"The European house-fly is another importation. When it arrives, it repels the blue-bottle of New Zealand, which seems to shun its company. But the spread of the European insect goes on very slowly, so that settlers, knowing its utility, have carried it in boxes and bottles to their new inland stations."

But the most remarkable fact of all has been communicated to me since the above was printed, namely, that the little white clover and other herbs are actually strangling and killing outright the New Zealand flax, (Phormium tenax,) a plant of the coarsest, hardest, and toughest description, that forms huge matted patches of woody rhizomes, which send up tufts of sword-like leaves six to ten feet high, and inconceivably strong in texture and fibre. I know of no English plant to which the New Zealand flax can be likened so as to give any idea of its robust constitution and habit to those who do not know it; in some respects the great matted tussocks of Carex paniculata approach it. It is difficult enough to imagine the possibility of white clover invading our bogs, and smothering the tussocks of this carex, but this would be child's play in comparison with the resistance the phormium would seem to offer.

The causes of this prepotency of the European weeds are probably many and complicated; one very powerful one is the nature of the New Zealand climate, which favors the duration of life in individuals, and hence gives both perennials and annuals a lengthened growing season, and, in the case of some, more than one seed crop in the year. This is seen in the tendency of mignonette and annual stocks to become biennial and even perennial, in the indigenous form of Cardamine hirsuta being perennial, and in the fact that many weeds that seed but once with us seed during a greater part of the year in New Zealand. Another cause must be sought in the fact that more of their seeds escape the ravages of birds and insects in New Zealand than in England; the granivorous birds and insects that follow cultivation not having been transported to the antipodes with the weeds, or, at least, not in proportionate numbers.

Still the fact remains as yet unaccounted for, that annual weeds, which, except for the interference of man, would with us have no chance in the struggle with perennials, in New Zealand have spread in inconceivable quantities into the wildest glens long before either white men or even their cattle and flocks penetrate to their recesses. Such is the testimony of Drs. Haast and Hector, and Mr. Travers, the original explorers of large areas of different parts of the almost uninhabited middle island, and who have sent to me, as native plants, from hitherto unvisited tracts, British weeds that were not found in the island by the careful botanists (Banks, Solander, Forster, and Sparrmann) who accompanied Captain Cook in his voyages; and which were not found by the earlier missionaries, but which of late years have abounded on the lowlands near every settlement.

This subject of the comparative great vis-vitae of European plants, as compared with those of other countries, involves problems of the highest interest in botanical science, and the subject is as novel as it is interesting; it is quite a virgin one, and requires the calmest and most unprejudiced judgment to treat it well. It cannot be doubted that the progress of civilization in Europe and Asia has, whilst it has led to the incessant harassing of the soil, led also to the abundant development of a class of plants, annual, biennial, and perennial, which increase more rapidly and obtain a greater development when transplanted to the Southern hemisphere than they have hitherto done in the Northern, and that, in this respect, they contrast strikingly with the behavior of plants of the Southern hemisphere when transplanted to the Northern; and hitherto no considerations of climate, soil, or circumstance have sufficed to explain this phenomenon.


Original.
The Leaf of Last Year

I know I am dry and decayed;
My skin is all yellow and sere;
I know I ought not to have staid
To become an old leaf of last year.
You are youthful, and merry, and green.
I feel like a stranger up here;
And can see you're ashamed to be seen
By the side of a leaf of last year.
My wrinkled and shrivelled up face
Excites you to laugh and to sneer;
And the branch thinks that this is no place
For an old-fashioned leaf of last year.
I can tell, as you toss your proud heads,
What you whisper in each other's ear:
"Old leaves should be gone to their beds,
'Tis no time for a leaf of last year."
You may flirt with the amorous winds;
With your joys I will not interfere:
But I'm sad; for my heart it reminds
How they jilted a leaf of last year.
Ay! flatter and laugh with the breeze,
You may think that its love is sincere,
But I know what it said to the trees
When I was a young leaf last year.
"Each one of these silly green leaves
Is so flattered if I but come near,
That she dances, and smiles, and believes
I most surely will wed her this year.
"With soft kisses the hours I beguile;
And their prattling is pleasant to hear.
When I tire, I depart with a smile
And a promise to meet them next year."
Then it came to my side with a bow,
Embraced me, and called me its 'dear.'
I was foolish to trust it, and now
It forgets its old love of last year.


▶ _Goal of the exercise_
Each record needs to be transcribed word for word, though without its pictures.

Data records:
=== Section Start ===
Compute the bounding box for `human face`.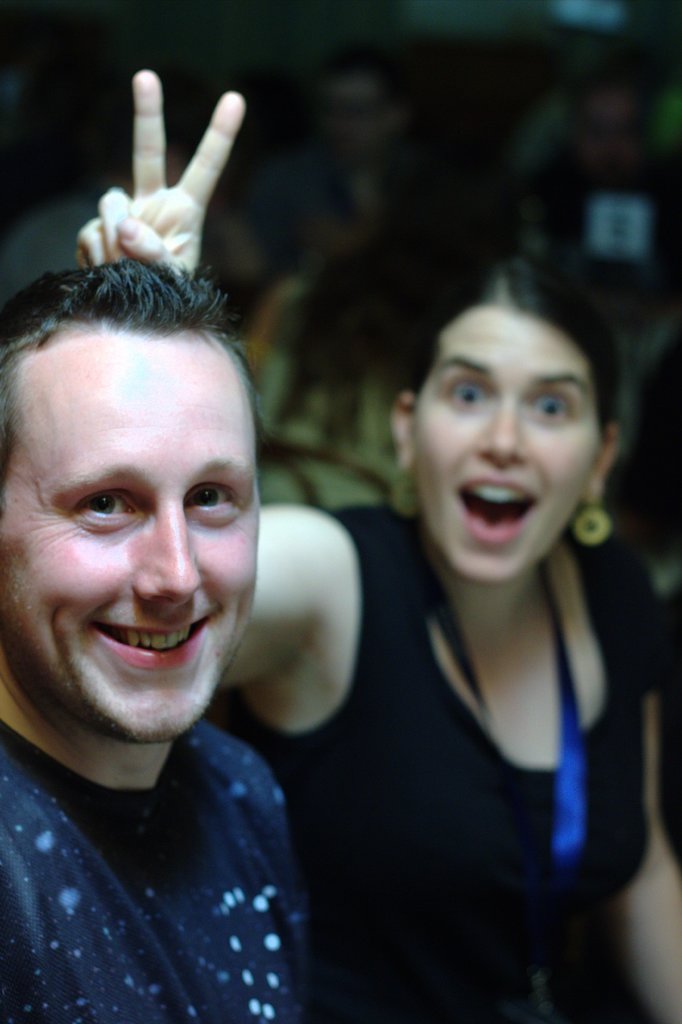
(x1=0, y1=363, x2=264, y2=749).
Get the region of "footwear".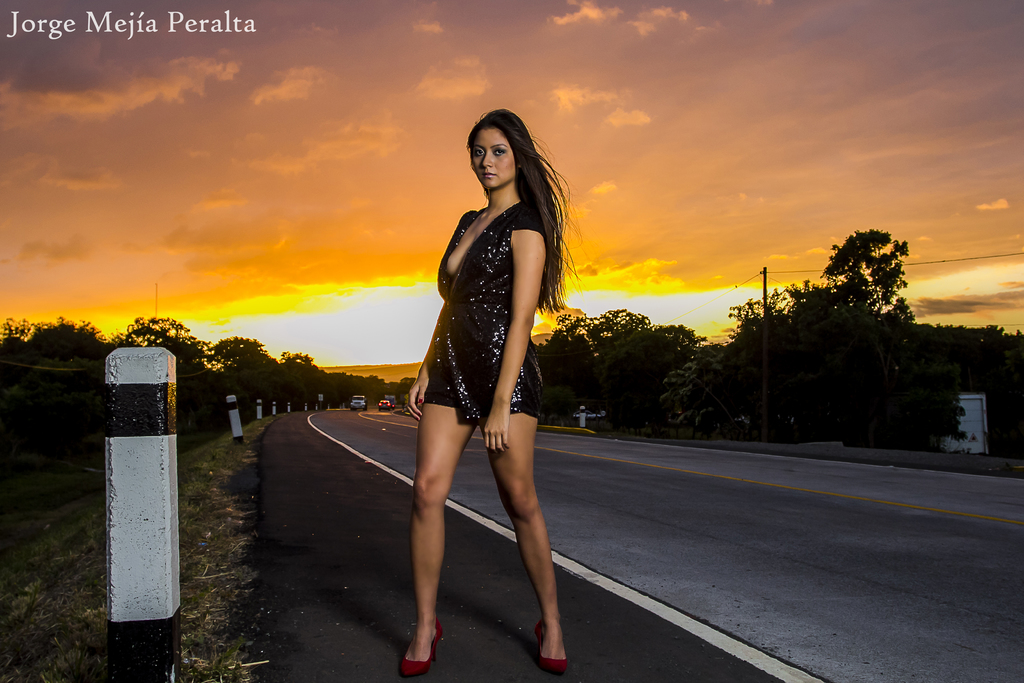
select_region(400, 613, 444, 671).
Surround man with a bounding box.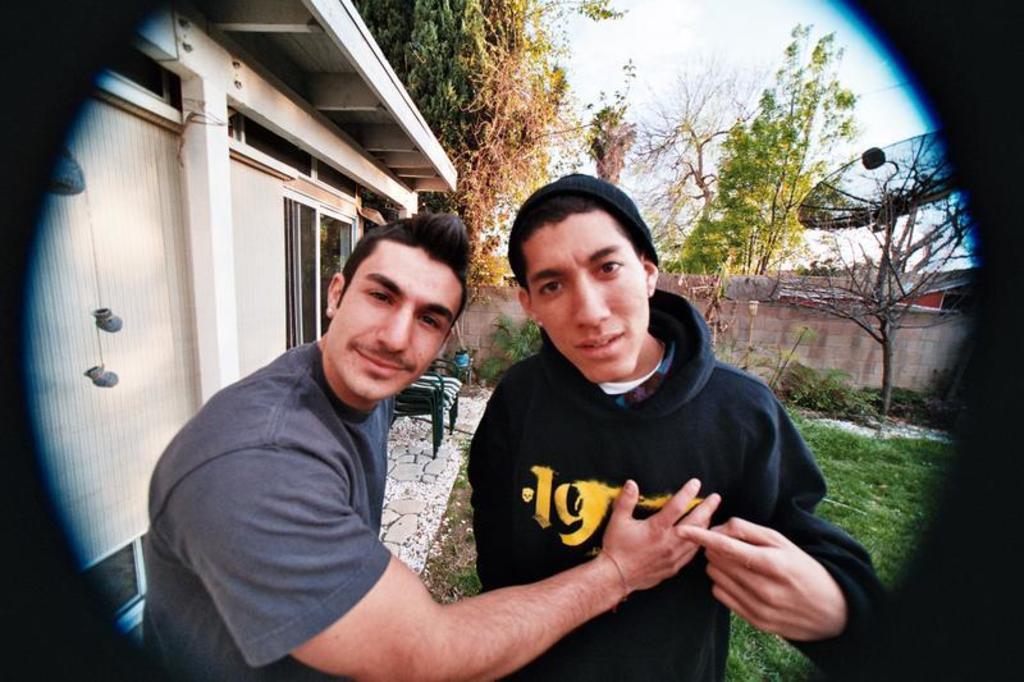
left=152, top=205, right=645, bottom=674.
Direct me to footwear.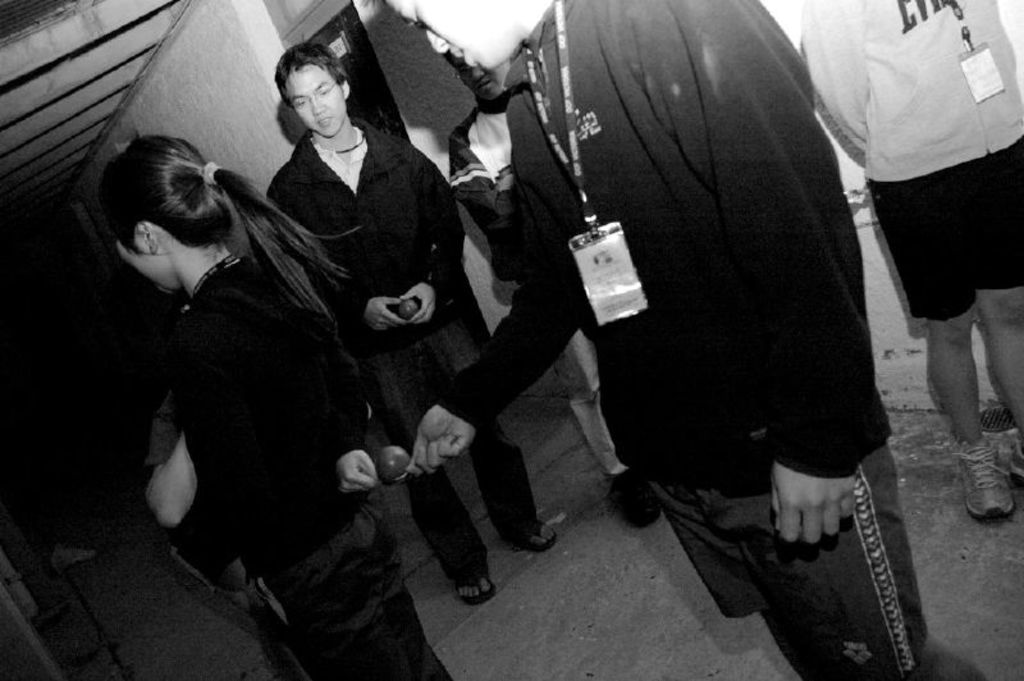
Direction: <region>454, 561, 494, 611</region>.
=== Section End ===
▶ _Result of the task_
Compute the bounding box for `human face`.
(x1=0, y1=363, x2=264, y2=749).
Get the region of "footwear".
select_region(400, 613, 444, 671).
Surround man with a bounding box.
left=152, top=205, right=645, bottom=674.
Direct me to footwear.
Direction: <region>454, 561, 494, 611</region>.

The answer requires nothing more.